As an illustration of the three main divisions of the Kurral, I may add that the nannul ("good treatise": a standard Tamil grammar) has the rule:
arram porul inbam vid 'aḍaidal nul payané: "The benefit to be derived from the study of a treatise must be the obtaining of virtue, wealth, pleasure and heaven."
The poetess Avvai (= "the old woman"), whose real name is not known, and who is traditionally spoken of as a sister of Tiruvalluvar, was once asked for a definition of these four prime objects of human pursuit. Her reply was thrown into four very neat lines, of which the following is a rendering:
"Giving is 'virtue'; gathering together without evil is wealth'; the mutual affection of two consenting minds is 'pleasure;' the forsaking of these three in meditation upon God is the supreme bliss of 'heaven.'"
In the 26th ślôka of the Hitopadesa the same enumeration is given,
Dharmmartha kama mokshanám.
Our author has treated only of three of these: did he leave his work incomplete ? Or, did he resolve to write only of the human side of his subject, leaving Vidu or Moksha as a subject too speculative for his genius ?
Perhaps he was not satisfied with the glimpses he had obtained of man's future, and waited for light.
In chapters 35-37 there is something which seems like an approach to a consideration of the subject.
[NOVEMBER, 1879.
The invocation must begin the book.
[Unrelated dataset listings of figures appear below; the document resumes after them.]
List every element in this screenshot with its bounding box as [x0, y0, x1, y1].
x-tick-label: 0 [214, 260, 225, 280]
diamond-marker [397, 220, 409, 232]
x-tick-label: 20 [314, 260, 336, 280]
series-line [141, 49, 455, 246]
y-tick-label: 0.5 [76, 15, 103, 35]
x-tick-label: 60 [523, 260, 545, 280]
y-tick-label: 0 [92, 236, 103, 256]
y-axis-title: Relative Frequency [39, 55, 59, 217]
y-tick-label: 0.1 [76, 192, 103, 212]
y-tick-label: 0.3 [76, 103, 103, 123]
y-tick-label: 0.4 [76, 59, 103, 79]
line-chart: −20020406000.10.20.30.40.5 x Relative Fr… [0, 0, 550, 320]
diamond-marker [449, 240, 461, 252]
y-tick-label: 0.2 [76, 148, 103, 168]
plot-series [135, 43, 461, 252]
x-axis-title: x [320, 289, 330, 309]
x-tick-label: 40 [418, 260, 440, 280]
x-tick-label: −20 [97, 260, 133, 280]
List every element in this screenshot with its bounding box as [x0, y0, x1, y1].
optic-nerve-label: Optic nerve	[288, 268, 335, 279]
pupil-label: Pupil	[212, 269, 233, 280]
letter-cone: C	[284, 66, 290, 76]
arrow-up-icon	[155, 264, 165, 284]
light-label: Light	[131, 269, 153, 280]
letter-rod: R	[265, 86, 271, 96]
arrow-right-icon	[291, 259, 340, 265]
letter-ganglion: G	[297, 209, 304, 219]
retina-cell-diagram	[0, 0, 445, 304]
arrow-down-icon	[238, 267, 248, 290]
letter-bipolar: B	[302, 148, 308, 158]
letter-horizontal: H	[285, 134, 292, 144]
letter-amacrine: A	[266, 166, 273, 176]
Here the invocation has expanded into a chapter; being, in fact, not a mere conventional invocation, but a main topic of the work.
A summary of this chapter will give an idea of the method of the book :I. 1. God is first in the world.
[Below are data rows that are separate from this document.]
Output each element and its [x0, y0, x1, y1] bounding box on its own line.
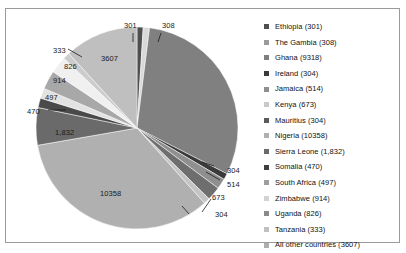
legend-item[interactable]: Jamaica (514) [264, 81, 400, 97]
legend-item-label: All other countries (3607) [275, 241, 360, 249]
pie-data-label: 673 [212, 194, 225, 202]
legend-item[interactable]: Ireland (304) [264, 66, 400, 82]
legend-item[interactable]: Uganda (826) [264, 206, 400, 222]
legend-item-label: Uganda (826) [275, 210, 321, 218]
legend-swatch-icon [264, 196, 269, 201]
legend-swatch-icon [264, 180, 269, 185]
legend-swatch-icon [264, 227, 269, 232]
legend-swatch-icon [264, 243, 269, 248]
legend-item[interactable]: Kenya (673) [264, 97, 400, 113]
pie-data-label: 497 [45, 94, 58, 102]
legend-swatch-icon [264, 118, 269, 123]
pie-data-label: 10358 [100, 190, 121, 198]
legend-item-label: Ghana (9318) [275, 54, 322, 62]
pie-data-label: 308 [162, 22, 175, 30]
legend-item[interactable]: Nigeria (10358) [264, 128, 400, 144]
legend-item[interactable]: Somalia (470) [264, 159, 400, 175]
legend-item[interactable]: Zimbabwe (914) [264, 191, 400, 207]
pie-data-label: 470 [27, 108, 40, 116]
chart-legend: Ethiopia (301)The Gambia (308)Ghana (931… [264, 19, 400, 253]
chart-frame: 30130836073338269144974701,8321035830467… [5, 8, 400, 243]
legend-item[interactable]: The Gambia (308) [264, 35, 400, 51]
legend-item[interactable]: Mauritius (304) [264, 113, 400, 129]
pie-data-label: 1,832 [55, 129, 74, 137]
legend-swatch-icon [264, 211, 269, 216]
pie-data-label: 826 [64, 63, 77, 71]
legend-swatch-icon [264, 133, 269, 138]
legend-item[interactable]: Ghana (9318) [264, 50, 400, 66]
legend-item[interactable]: South Africa (497) [264, 175, 400, 191]
legend-swatch-icon [264, 55, 269, 60]
legend-item[interactable]: Ethiopia (301) [264, 19, 400, 35]
legend-item-label: Kenya (673) [275, 101, 316, 109]
legend-swatch-icon [264, 40, 269, 45]
legend-item-label: South Africa (497) [275, 179, 336, 187]
legend-item-label: Ireland (304) [275, 70, 318, 78]
pie-data-label: 514 [227, 181, 240, 189]
legend-item-label: Mauritius (304) [275, 117, 326, 125]
legend-item-label: Sierra Leone (1,832) [275, 148, 345, 156]
pie-data-label: 304 [227, 167, 240, 175]
legend-swatch-icon [264, 165, 269, 170]
legend-item-label: Tanzania (333) [275, 226, 325, 234]
legend-item[interactable]: All other countries (3607) [264, 237, 400, 253]
legend-swatch-icon [264, 149, 269, 154]
legend-item-label: Somalia (470) [275, 163, 322, 171]
pie-chart-plot-area: 30130836073338269144974701,8321035830467… [6, 9, 268, 242]
legend-item-label: Jamaica (514) [275, 85, 323, 93]
pie-data-label: 914 [53, 77, 66, 85]
pie-data-label: 3607 [101, 55, 118, 63]
legend-swatch-icon [264, 24, 269, 29]
legend-item-label: Ethiopia (301) [275, 23, 322, 31]
legend-swatch-icon [264, 102, 269, 107]
pie-data-label: 333 [53, 47, 66, 55]
pie-data-label: 301 [124, 22, 137, 30]
legend-swatch-icon [264, 87, 269, 92]
legend-item-label: Nigeria (10358) [275, 132, 327, 140]
legend-item[interactable]: Sierra Leone (1,832) [264, 144, 400, 160]
legend-item[interactable]: Tanzania (333) [264, 222, 400, 238]
legend-item-label: The Gambia (308) [275, 39, 337, 47]
legend-swatch-icon [264, 71, 269, 76]
pie-chart-svg [6, 9, 268, 242]
pie-data-label: 304 [215, 211, 228, 219]
legend-item-label: Zimbabwe (914) [275, 195, 330, 203]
II. 2. The end of learning is the worship of the only Wise.
[This also satisfies the condition that an author should state in the beginning the benefit to be gained by its study.]
III. The benefits of true devotion:
3. The devout worshipper shall enjoy prolonged felicity, in some higher sphere;
4. He shall be delivered from all evil;
PART I. CHAPTER I.
It is a fundamental rule of Tamil composition that the "praise of God" should stand first.
5. He shall escape from the influence of human action, good and bad;
6. He shall enjoy prolonged felicity in this world.
IV. The evil results of ungodliness:
7. The undevout man has no relief from heart-sorrow;
8. He has no aid in the midst of the sea of evil;
9. His whole existence is null and void. V. The devout and indevout contrasted : 10. These shall escape from endless transmigrations: those shall not.
11. Agara' mudala erutt 'ellám; ádi
pagavan mudatté ulagu.
Lit. trans. :
All letters have a as their first; the world has as first the Eternal Adorable One.'
For the idea compare the Bhagavadgitá x. 33: aksharanám a-karo 'smi.
'Inter elementa sum littera A.'
Tiruvalluvar needed not, therefore, to go beyond the Bhagavadgitá for this idea; nor is it quite in the style of a philosopher of the Sankhya school.
The very name pagavan (= bhagaván) is suggestive. Adi (S.) is used as an adj.= the eternal and adorable one. Bhagaván occurs in Manu I. 6. with Swayambhu, self-existent,' as its attribute.
Here ádi seems to imply the same.
It is not necessary to suppose any sectarian idea in the poet's use of the term.
Beschi's numen primordiale is Mana's swayambhu-bhagaván: with the difference made by the masculine termination.